# WORK INSTRUCTION:
Each line from the start of the records through the line containing "The width and height of the screenshot is (972, 2053)." is to be transcribed exactly, and no other line is to be included.

# ENTRIES SUPPLIED:
⁂

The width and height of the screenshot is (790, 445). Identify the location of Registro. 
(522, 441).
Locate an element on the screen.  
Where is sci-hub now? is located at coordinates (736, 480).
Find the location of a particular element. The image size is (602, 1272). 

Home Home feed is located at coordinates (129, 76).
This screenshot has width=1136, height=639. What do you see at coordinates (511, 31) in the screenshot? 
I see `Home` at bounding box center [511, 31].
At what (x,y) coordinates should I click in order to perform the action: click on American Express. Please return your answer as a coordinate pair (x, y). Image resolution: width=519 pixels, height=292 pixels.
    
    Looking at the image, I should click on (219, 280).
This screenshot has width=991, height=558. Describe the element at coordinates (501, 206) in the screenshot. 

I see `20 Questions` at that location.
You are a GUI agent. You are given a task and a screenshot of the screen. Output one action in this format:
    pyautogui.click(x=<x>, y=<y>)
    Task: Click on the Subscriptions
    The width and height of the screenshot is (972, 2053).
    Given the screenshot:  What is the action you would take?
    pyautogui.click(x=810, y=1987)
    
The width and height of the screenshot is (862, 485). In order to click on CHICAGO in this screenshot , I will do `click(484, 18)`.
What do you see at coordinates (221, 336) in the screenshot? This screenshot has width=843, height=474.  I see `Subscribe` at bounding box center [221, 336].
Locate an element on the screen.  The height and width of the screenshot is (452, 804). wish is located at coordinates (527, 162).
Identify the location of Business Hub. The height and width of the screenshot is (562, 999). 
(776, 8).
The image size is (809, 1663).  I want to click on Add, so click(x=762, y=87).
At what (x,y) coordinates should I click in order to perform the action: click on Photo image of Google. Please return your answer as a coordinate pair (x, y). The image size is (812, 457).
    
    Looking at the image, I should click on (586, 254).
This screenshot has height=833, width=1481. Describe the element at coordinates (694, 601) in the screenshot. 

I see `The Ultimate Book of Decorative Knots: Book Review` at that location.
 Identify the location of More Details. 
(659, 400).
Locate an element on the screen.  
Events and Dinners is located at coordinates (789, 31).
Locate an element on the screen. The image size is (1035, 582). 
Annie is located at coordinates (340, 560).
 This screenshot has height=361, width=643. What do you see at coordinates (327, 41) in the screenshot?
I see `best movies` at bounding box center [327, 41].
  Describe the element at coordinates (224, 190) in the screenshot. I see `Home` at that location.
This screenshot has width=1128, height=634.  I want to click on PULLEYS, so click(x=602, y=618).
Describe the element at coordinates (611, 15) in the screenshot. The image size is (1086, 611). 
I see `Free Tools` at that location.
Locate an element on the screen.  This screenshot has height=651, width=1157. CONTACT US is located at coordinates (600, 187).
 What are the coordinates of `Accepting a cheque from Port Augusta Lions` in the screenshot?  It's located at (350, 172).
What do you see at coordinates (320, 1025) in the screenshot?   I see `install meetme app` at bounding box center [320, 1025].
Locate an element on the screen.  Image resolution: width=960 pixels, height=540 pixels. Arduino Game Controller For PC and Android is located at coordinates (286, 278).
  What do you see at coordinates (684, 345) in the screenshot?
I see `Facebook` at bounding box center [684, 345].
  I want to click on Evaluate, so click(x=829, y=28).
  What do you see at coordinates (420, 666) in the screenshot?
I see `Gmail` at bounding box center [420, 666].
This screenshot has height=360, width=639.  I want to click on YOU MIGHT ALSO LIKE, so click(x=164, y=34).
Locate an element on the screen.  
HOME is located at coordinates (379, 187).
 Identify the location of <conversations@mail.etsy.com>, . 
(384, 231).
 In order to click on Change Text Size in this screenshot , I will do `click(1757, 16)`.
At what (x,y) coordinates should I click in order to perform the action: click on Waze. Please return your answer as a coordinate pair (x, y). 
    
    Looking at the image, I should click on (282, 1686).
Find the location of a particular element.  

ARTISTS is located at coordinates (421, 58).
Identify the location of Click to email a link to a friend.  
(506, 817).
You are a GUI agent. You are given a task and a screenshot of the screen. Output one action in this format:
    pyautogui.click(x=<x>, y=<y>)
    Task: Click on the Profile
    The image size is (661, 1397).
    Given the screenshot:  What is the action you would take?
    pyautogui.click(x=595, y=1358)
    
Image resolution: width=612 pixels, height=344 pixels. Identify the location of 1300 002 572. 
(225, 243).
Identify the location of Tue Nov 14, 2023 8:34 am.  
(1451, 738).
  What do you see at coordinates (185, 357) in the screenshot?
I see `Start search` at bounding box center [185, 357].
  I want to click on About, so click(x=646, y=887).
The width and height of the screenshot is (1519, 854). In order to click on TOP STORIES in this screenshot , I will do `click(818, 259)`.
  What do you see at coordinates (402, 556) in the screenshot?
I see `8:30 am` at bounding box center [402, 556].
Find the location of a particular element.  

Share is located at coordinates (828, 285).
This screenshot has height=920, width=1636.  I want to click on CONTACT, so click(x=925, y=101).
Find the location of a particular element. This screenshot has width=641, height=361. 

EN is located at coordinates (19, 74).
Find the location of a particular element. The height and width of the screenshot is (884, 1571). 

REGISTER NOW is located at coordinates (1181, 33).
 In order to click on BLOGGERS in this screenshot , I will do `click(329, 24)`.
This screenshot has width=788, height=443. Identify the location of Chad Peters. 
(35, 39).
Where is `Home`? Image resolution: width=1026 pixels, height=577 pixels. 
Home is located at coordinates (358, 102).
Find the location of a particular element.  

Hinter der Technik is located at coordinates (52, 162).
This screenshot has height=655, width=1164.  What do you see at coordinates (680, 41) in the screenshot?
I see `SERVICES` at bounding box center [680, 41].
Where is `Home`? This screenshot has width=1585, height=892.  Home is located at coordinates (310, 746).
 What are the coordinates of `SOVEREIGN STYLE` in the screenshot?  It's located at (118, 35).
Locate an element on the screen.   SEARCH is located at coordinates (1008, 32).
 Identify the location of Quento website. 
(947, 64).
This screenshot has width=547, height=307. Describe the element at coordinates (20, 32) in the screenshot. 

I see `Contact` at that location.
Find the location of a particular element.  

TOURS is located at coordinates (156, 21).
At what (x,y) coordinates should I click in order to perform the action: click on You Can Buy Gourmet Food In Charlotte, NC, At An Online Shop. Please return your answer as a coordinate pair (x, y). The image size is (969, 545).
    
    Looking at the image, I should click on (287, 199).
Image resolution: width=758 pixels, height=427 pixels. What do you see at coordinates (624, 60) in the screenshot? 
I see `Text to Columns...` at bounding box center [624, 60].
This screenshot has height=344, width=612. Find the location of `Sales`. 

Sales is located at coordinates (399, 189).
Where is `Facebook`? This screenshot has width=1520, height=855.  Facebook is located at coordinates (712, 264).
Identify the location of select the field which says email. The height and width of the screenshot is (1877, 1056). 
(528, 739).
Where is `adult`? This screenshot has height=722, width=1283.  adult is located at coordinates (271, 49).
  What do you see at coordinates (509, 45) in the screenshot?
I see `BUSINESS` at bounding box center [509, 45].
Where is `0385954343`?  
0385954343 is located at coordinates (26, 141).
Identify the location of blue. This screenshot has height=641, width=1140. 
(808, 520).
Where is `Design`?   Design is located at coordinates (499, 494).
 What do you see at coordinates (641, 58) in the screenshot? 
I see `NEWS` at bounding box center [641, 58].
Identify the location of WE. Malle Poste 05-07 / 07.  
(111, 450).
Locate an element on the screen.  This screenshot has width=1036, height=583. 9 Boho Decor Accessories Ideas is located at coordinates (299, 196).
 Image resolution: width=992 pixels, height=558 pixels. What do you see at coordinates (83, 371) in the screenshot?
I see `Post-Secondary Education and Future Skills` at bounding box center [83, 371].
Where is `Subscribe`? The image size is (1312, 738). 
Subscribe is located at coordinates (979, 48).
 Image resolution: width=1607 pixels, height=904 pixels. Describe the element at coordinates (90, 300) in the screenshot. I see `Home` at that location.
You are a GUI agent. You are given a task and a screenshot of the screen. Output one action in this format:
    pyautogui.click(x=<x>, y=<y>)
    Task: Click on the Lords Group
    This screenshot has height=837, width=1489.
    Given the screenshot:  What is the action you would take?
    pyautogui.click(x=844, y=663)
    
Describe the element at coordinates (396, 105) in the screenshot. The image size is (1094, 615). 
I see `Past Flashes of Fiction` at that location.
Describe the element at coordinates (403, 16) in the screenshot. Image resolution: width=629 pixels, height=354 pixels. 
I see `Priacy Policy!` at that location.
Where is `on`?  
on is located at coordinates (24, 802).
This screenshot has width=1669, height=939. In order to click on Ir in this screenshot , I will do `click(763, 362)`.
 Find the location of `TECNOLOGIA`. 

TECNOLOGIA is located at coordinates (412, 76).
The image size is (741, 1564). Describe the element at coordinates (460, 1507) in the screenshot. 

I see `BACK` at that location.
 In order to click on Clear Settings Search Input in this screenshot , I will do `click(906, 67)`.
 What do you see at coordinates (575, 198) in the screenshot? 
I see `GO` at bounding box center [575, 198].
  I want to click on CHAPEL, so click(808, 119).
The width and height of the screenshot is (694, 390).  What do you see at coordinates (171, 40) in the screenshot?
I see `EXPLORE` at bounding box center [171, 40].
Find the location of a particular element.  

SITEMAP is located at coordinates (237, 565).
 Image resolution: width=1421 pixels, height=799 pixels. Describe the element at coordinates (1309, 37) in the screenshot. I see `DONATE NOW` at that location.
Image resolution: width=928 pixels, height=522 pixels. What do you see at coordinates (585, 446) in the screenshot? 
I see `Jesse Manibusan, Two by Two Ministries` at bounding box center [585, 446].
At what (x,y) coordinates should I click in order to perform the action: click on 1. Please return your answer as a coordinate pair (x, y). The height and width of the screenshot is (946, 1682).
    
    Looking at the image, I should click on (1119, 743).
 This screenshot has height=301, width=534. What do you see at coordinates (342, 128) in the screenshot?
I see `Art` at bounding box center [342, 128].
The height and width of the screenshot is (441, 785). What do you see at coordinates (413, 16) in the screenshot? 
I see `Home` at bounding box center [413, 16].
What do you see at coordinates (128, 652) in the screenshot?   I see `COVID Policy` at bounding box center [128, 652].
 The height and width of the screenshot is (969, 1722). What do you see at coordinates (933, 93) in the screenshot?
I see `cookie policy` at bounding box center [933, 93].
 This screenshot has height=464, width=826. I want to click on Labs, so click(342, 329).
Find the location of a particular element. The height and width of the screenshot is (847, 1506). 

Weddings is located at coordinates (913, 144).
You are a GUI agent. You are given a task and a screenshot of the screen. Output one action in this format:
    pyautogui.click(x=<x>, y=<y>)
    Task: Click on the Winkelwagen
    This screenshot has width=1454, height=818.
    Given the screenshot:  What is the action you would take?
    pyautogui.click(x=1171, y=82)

⁂

# OUTPUT OF THE EXERCISE:
The width and height of the screenshot is (790, 445). Identify the location of Registro. 
(522, 441).
Locate an element on the screen.  
Where is sci-hub now? is located at coordinates (736, 480).
Find the location of a particular element. The image size is (602, 1272). 

Home Home feed is located at coordinates (129, 76).
This screenshot has width=1136, height=639. What do you see at coordinates (511, 31) in the screenshot? 
I see `Home` at bounding box center [511, 31].
At what (x,y) coordinates should I click in order to perform the action: click on American Express. Please return your answer as a coordinate pair (x, y). Image resolution: width=519 pixels, height=292 pixels.
    
    Looking at the image, I should click on (219, 280).
This screenshot has width=991, height=558. Describe the element at coordinates (501, 206) in the screenshot. 

I see `20 Questions` at that location.
You are a GUI agent. You are given a task and a screenshot of the screen. Output one action in this format:
    pyautogui.click(x=<x>, y=<y>)
    Task: Click on the Subscriptions
    The width and height of the screenshot is (972, 2053).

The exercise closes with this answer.